A Letter from Danielle for March ’26
Hi Everyone,
Hope the winter is easing up a bit as we head into March. Winter hasn’t left us yet, and spring hasn’t arrived, but by now there are little hints of it, and the deep, bitter cold of midwinter should be disappearing.
At the beginning of the month, you’ll find Felicia’s Favorites in hardcover, a book I REALLY had fun writing. Five grown daughters each have a different relationship with their mother. Their mother is a strong, loving, quiet woman, dedicated to them. She leads a simple, quiet, modest life. Her daughters think they know her well. She’s their mother, after all. After a freak event takes their mother from them, they make discoveries about her that they never could have dreamed. She is not the person they thought at all! She kept enormous secrets from them, and she was very, very different from the woman they knew so well, with no mystery to her or so they thought. It raises the question, “How well do we know our mothers?” Something to think about—maybe our mothers have secrets we would never expect. Once they lose her, they have to adjust to the secrets they discover and how they impact them and their relationships with each other as sisters. She leaves each of them a letter, explaining it all. I really hope you enjoy this book, and it might just give us all new insights into our own mothers. (A French friend of mine, when her mother passed away, discovered trunks in her attic containing an arsenal of World War II guns and weapons.
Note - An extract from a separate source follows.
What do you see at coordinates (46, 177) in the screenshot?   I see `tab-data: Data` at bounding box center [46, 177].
She then discovered that her mother had been an active spy behind enemy lines in the Resistance during World War II. She never talked about it, and my friend never knew, and she was stunned by her mother’s bravery.) And once you solve the mysteries, we not only know more about our mothers, we learn more about ourselves.
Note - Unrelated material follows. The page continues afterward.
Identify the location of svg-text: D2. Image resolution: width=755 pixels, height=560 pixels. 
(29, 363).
At the end of the month, A Mother’s Love comes out in trade paperback (a convenient size to carry if you’re traveling or commute to work—you can put it in your purse, briefcase, or backpack). Don’t be misled by the title; it’s about the trauma some people suffer at their mother’s hands and how it can affect you for a lifetime. When a woman’s purse is stolen in a criminal act, the long-healed scars of her childhood are revived and haunt her. Recovering from abuse is an enormous challenge, but it can be done. The toxic people who wound us physically and emotionally as children can’t hurt us anymore once we’re adults. But we have to walk through the remembered pain to get to the other side and heal at last.
I hope that you enjoy both books and that they resonate with you for a fascinating read!